Sgàire Wood
Sgàire Wood
A somehow hyper-modern, ancient and folkloric lip-synced, made-up, fashioned performance.
Arika have been creating events since 2001. The Archive is space to share the documentation of our work, over 600 events from the past 20 years. Browse the archive by event, artists and collections, explore using theme pairs, or use the index for a comprehensive overview.
A somehow hyper-modern, ancient and folkloric lip-synced, made-up, fashioned performance.
We asked Christoph to come and give a sort of informal talk, raising some of his ideas about sound and image, and playing/ showing a few examples.
This programme is a celebration of Charlemagne Palestine; passionate, extravagant, visceral. Including two sections from Ritual dans le Vide, an extension of his ‘running camera’ works of the 70’s and Pip Chodorov’s vibrant workout of a live version of Strumming Music.
Free-jazz chat with Sabir Mateen, Daniel Cater, Andrew Barker – hosted by Byron Coley.
Smith/Stewart set up allegorical situations over which they often have little to no control, but which instigate explorations of dependence and trust, the body, sex and death.
Now a two day festival, INSTAL 04 was borne of a desire to open eyes, challenge audiences and expand musical horizons. This was also the year in which a certain representative from Corwood Industries made his first ever live appearance.
Minimal details and otherworldly glistening drones, rich with sustained metallic timbres that breathe with the scrapped pulse of bowed metal.
Glasgow. Power electronic klutz behaviour by Kovorox sound head-honcho. Bruised bodies and broken microphones.
Some of the most breathtaking, delicate and smoke filled guitar playing this side of Loren Connors or the quieter sides of Keiji Haino.
Criminal Queers visualises a radical trans/queer struggle against the prison industrial complex, working to abolish the multiple ways our hearts, genders, and desires are confined.
Low-end drone guitarage army since 1997: nobody has done more on this occasion by a gaggle of sludge-lovers from the Scottish underground.
How do you know what you want? Should freedom be doing what you ought, not doing what you want? How might a philosopher and artist turn this thinking into an enabling condition in the context of noise and improvisation?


#### [Exercise description]
With the pictures omitted, set down exactly the lines from the one that contains "What's the underlying" through the last line of the data.

Dataset entries on figures
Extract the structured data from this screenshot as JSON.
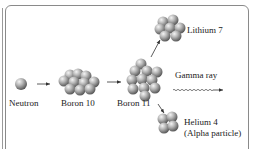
{
  "diagram": {
    "nodes": {
      "neutron": {
        "label": "Neutron"
      },
      "boron10": {
        "label": "Boron 10"
      },
      "boron11": {
        "label": "Boron 11"
      },
      "lithium7": {
        "label": "Lithium 7"
      },
      "gamma": {
        "label": "Gamma ray"
      },
      "helium4": {
        "label": "Helium 4",
        "sublabel": "(Alpha particle)"
      }
    },
    "edges": [
      {
        "from": "neutron",
        "to": "boron10"
      },
      {
        "from": "boron10",
        "to": "boron11"
      },
      {
        "from": "boron11",
        "to": "lithium7"
      },
      {
        "from": "boron11",
        "to": "gamma"
      },
      {
        "from": "boron11",
        "to": "helium4"
      }
    ],
    "colors": {
      "sphere": "#8c8c8c",
      "sphere_highlight": "#f2f2f2",
      "line": "#333333",
      "frame": "#8a8a8a"
    }
  }
}
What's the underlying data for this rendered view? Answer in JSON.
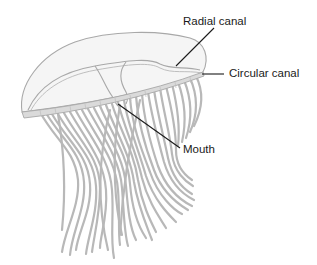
{
  "diagram": {
    "labels": {
      "radial_canal": "Radial canal",
      "circular_canal": "Circular canal",
      "mouth": "Mouth"
    },
    "colors": {
      "outline": "#a8a8a8",
      "bell_fill": "#f4f4f4",
      "margin_band": "#d9d9d9",
      "tentacle": "#b3b3b3",
      "leader_line": "#1a1a1a",
      "text": "#1a1a1a"
    }
  }
}
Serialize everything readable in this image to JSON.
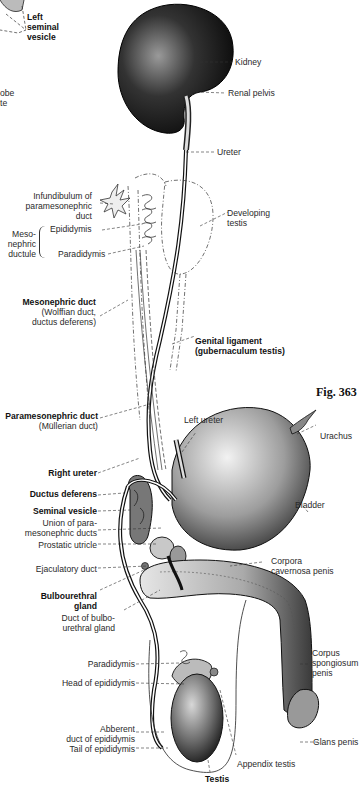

#### [Problem solution]
What's the underlying data for this rendered view? Answer in JSON.
{
  "diagram": {
    "labels": {
      "radial_canal": "Radial canal",
      "circular_canal": "Circular canal",
      "mouth": "Mouth"
    },
    "colors": {
      "outline": "#a8a8a8",
      "bell_fill": "#f4f4f4",
      "margin_band": "#d9d9d9",
      "tentacle": "#b3b3b3",
      "leader_line": "#1a1a1a",
      "text": "#1a1a1a"
    }
  }
}
Serialize everything readable in this image to JSON.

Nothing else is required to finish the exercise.